The dance performance, to take place in the gallery where Edmondson’s pieces are displayed, is entitled Returning to Before, and it is choreographed by Brendan Fernandes, an artist and performer known for bringing movement into galleries in order to explore power structures. In this case, he is exploring what the museum’s power has kept outside the gallery—namely, the spiritual nature of Edmondson’s work. Entitled “William Edmondson: A Monumental Vision,” the show is in itself powerful, first of all, for all the emotion that Edmondson’s supple rock sculptures contain: small pieces that are as charming as they are smart and feel as if they have been collected from a disassembled medieval cathedral, though in this case the spiritual space from which the pieces might have been transferred would be neither a cathedral nor European. In fact, the Barnes curators offer a story about Edmondson that helps us see how diasporic and marginalized communities speak to each other, often in a language indiscernible by the world within which they work to survive.
Edmondson began sculpting around 1931. He had worked on a railroad until suffering an injury, then became an orderly at a Nashville women’s hospital. He was born around 1874 to formerly enslaved parents on a Tennessee plantation where it is thought that he cared for livestock. The story that he told then (according to the mostly white reporters who took it down at the time) was that he had received a message from the divine to make a grave marker. “Jesus has planted the seed of carving in me,” he told Time, yet the newsmagazine made him sound less like Picasso, more like a sweet old man.
One of Edmondson’s earliest pieces, a tombstone for a woman named Bernice Williams, is a lamb chiseled out of rough stone, likely around the time the women’s hospital closed. Using rocks discarded by the Nashville roads department, he carved numerous animals, as well as human figures and figures somewhere in between: doves, owls, a preacher, a couple posed with Egyptian pyramids. (In-person visitors to the Barnes can see what at-home and online viewers maybe cannot: they are arm in arm from the rear view, a hidden and tactile closeness.) Edmondson sculpts Jesus, as well as boxer Joe Louis, who in 1937 had just won a world championship. Or, it is likely Joe Louis. The titles weren’t necessarily written by Edmondson, but as the first Black world heavyweight champion, victorious during Jim Crow, Jackson was a 20th-century embodiment of hope and salvation against the odds, fighting for way more than a title and a purse. And despite MOMA’s description of Edmondson as an idiot savant, with no notion of an outside world, one sculpture, a male nude, was commissioned by his friend Sidney Mttron Hirsch, described in the catalog as “a white, Jewish intellectual and openly gay man who had worked as an artist’s model in Paris and who had a special interest in ancient religions and languages…” “We don’t want Edmondson to seem like he’s working on a vacuum,” said James Claiborne, the outgoing Barnes curator of public programs, on a tour of the show. (Claiborne recently moved to the Charles H. Wright Museum of African American History, in Detroit.)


§ **Assigned task**:
Return the data that follows exactly as it appears. Pictures do not belong in the copy.

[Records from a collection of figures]
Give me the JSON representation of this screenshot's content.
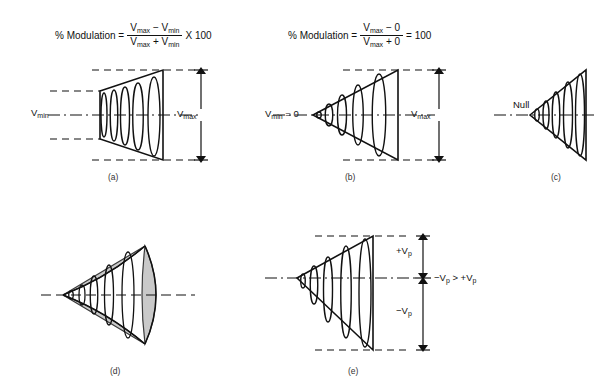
{
  "figure": {
    "caption_a": "(a)",
    "caption_b": "(b)",
    "caption_c": "(c)",
    "caption_d": "(d)",
    "caption_e": "(e)"
  },
  "formula_a": {
    "lead": "% Modulation =",
    "numerator": "Vmax − Vmin",
    "denominator": "Vmax + Vmin",
    "tail": "X 100"
  },
  "formula_b": {
    "lead": "% Modulation =",
    "numerator": "Vmax − 0",
    "denominator": "Vmax + 0",
    "tail": "= 100"
  },
  "panel_a": {
    "label_vmin": "Vmin",
    "label_vmax": "Vmax"
  },
  "panel_b": {
    "label_vmin": "Vmin = 0",
    "label_vmax": "Vmax"
  },
  "panel_c": {
    "label_null": "Null"
  },
  "panel_d": {
    "shade_color": "#c9c9c9"
  },
  "panel_e": {
    "label_vp_pos": "+Vp",
    "label_vp_neg": "−Vp",
    "label_relation": "−Vp > +Vp"
  },
  "colors": {
    "ink": "#111111",
    "shade": "#c9c9c9",
    "background": "#ffffff"
  }
}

§ **Problem solution**:
Give me the JSON representation of this screenshot's content.
{
  "figure": {
    "caption_a": "(a)",
    "caption_b": "(b)",
    "caption_c": "(c)",
    "caption_d": "(d)",
    "caption_e": "(e)"
  },
  "formula_a": {
    "lead": "% Modulation =",
    "numerator": "Vmax − Vmin",
    "denominator": "Vmax + Vmin",
    "tail": "X 100"
  },
  "formula_b": {
    "lead": "% Modulation =",
    "numerator": "Vmax − 0",
    "denominator": "Vmax + 0",
    "tail": "= 100"
  },
  "panel_a": {
    "label_vmin": "Vmin",
    "label_vmax": "Vmax"
  },
  "panel_b": {
    "label_vmin": "Vmin = 0",
    "label_vmax": "Vmax"
  },
  "panel_c": {
    "label_null": "Null"
  },
  "panel_d": {
    "shade_color": "#c9c9c9"
  },
  "panel_e": {
    "label_vp_pos": "+Vp",
    "label_vp_neg": "−Vp",
    "label_relation": "−Vp > +Vp"
  },
  "colors": {
    "ink": "#111111",
    "shade": "#c9c9c9",
    "background": "#ffffff"
  }
}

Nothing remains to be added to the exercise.